SWEET!! I bet the sticky-packed foam board can be bought pretty cheeply from an art store. You can also make stamps out of the styrofoam from electronics boxes, as long as you handle them with respective care. And making natural dyes are fun- juice from beets, dandelions, carrots, kale/chard/spinach...
oh yeah, you can find that foam board in any decently-stocked craft store in the USA and it's not excessively expensive. That's a point, that styrofoam would also work, though it's porous and has those sort of chunks that show up when stamping. plus it breaks way too easily and would have to be carved, not just cut.
how do you make natural dyes? I tried once to dye a t-shirt pink with beet juice, but it didn't work, maybe because I was using those pre-cooked beets (I never find raw beets here!). Can you use those dyes for stamping? do tell!!
I have used them myself, but only only once or twice. And I only used them on things I wouldn't need to wash (I don't know how to make it more permanent... salt? Anyone have any ideas?) It's too bad you can't find raw beets there, they do work well. Other ideas are turmeric, coffee grounds for brown, marigolds for yellow. I've used the pure juice of a vegetable and used it for stamping. I haven't dyed an entire cloth. This is what little knowledge I have: generally if you simmer the ingredient with the cloth for a while, then let the cloth completely dry on its own (out of the sun, the sun can bleach the color out), it should work well.
The title of this blog is a bilingual play on words that probably nobody will ever get, so I may as well just explain it. The cuci cuci part is up to interpretation, either from CUCIre (sew) and CUCInare (cook) or the command "Sew, sew!" You pronounce cuci "COO-chee," so I added the English coo to make it what you say to babies while tickling them: "Coochie coochie coo!"
3 comments:
SWEET!! I bet the sticky-packed foam board can be bought pretty cheeply from an art store.
You can also make stamps out of the styrofoam from electronics boxes, as long as you handle them with respective care. And making natural dyes are fun- juice from beets, dandelions, carrots, kale/chard/spinach...
oh yeah, you can find that foam board in any decently-stocked craft store in the USA and it's not excessively expensive. That's a point, that styrofoam would also work, though it's porous and has those sort of chunks that show up when stamping. plus it breaks way too easily and would have to be carved, not just cut.
how do you make natural dyes? I tried once to dye a t-shirt pink with beet juice, but it didn't work, maybe because I was using those pre-cooked beets (I never find raw beets here!). Can you use those dyes for stamping? do tell!!
I have used them myself, but only only once or twice. And I only used them on things I wouldn't need to wash (I don't know how to make it more permanent... salt? Anyone have any ideas?)
It's too bad you can't find raw beets there, they do work well. Other ideas are turmeric, coffee grounds for brown, marigolds for yellow. I've used the pure juice of a vegetable and used it for stamping. I haven't dyed an entire cloth. This is what little knowledge I have: generally if you simmer the ingredient with the cloth for a while, then let the cloth completely dry on its own (out of the sun, the sun can bleach the color out), it should work well.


→ Instructions for the task: State how many lines in the listing below hold "content", with no other words.

################

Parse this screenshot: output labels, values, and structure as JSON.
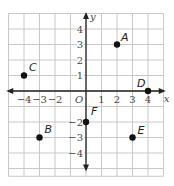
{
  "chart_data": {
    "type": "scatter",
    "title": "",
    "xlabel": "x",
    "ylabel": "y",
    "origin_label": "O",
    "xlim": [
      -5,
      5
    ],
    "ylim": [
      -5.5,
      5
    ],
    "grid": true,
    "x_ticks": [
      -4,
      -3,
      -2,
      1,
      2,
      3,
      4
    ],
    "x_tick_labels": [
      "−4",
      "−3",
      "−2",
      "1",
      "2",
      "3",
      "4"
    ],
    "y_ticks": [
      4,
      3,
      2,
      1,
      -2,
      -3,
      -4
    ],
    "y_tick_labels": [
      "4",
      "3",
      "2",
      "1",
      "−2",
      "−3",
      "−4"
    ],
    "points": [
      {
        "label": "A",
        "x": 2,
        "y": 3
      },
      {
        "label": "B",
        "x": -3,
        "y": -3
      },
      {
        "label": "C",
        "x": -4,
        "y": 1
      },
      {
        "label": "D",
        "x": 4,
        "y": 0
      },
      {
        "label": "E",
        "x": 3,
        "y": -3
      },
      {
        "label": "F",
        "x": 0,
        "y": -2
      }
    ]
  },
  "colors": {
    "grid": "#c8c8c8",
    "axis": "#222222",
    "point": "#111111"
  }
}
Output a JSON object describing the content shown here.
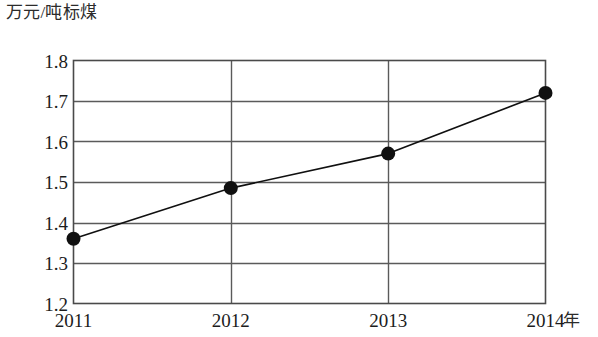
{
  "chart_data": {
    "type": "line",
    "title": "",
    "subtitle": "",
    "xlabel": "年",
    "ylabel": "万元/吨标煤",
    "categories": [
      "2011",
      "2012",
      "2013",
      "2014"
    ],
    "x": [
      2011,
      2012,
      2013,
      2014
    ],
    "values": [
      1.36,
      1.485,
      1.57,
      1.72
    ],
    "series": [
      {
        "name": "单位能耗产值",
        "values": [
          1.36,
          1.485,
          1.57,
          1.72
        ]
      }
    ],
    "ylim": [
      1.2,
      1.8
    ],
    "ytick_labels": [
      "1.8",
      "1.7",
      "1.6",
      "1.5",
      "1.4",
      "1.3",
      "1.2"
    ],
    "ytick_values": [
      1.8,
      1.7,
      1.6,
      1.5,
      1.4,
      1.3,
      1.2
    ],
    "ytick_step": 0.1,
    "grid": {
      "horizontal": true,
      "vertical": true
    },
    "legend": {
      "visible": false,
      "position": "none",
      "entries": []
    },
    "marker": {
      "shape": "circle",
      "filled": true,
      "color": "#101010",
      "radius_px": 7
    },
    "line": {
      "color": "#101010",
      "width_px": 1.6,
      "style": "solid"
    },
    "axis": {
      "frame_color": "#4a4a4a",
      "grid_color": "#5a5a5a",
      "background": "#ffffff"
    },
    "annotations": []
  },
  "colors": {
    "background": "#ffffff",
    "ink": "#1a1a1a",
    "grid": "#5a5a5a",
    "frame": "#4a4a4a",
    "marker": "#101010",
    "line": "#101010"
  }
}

################

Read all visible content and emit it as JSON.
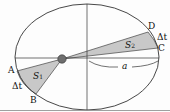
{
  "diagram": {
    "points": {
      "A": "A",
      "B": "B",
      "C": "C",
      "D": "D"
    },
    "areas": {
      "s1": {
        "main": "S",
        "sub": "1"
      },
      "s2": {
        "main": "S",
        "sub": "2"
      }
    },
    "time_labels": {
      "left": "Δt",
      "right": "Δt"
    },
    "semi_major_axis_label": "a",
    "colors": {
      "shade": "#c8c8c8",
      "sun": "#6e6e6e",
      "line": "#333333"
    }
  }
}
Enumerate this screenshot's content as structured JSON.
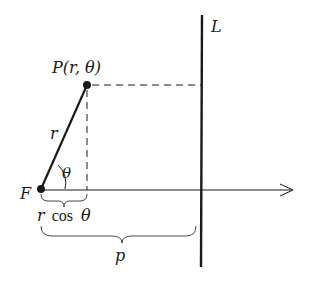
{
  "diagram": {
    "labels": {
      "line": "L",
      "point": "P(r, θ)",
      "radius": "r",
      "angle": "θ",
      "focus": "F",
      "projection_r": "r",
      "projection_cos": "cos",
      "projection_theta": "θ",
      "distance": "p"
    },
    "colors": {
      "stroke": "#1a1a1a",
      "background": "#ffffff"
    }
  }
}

################

→ Answer to this exercise: 3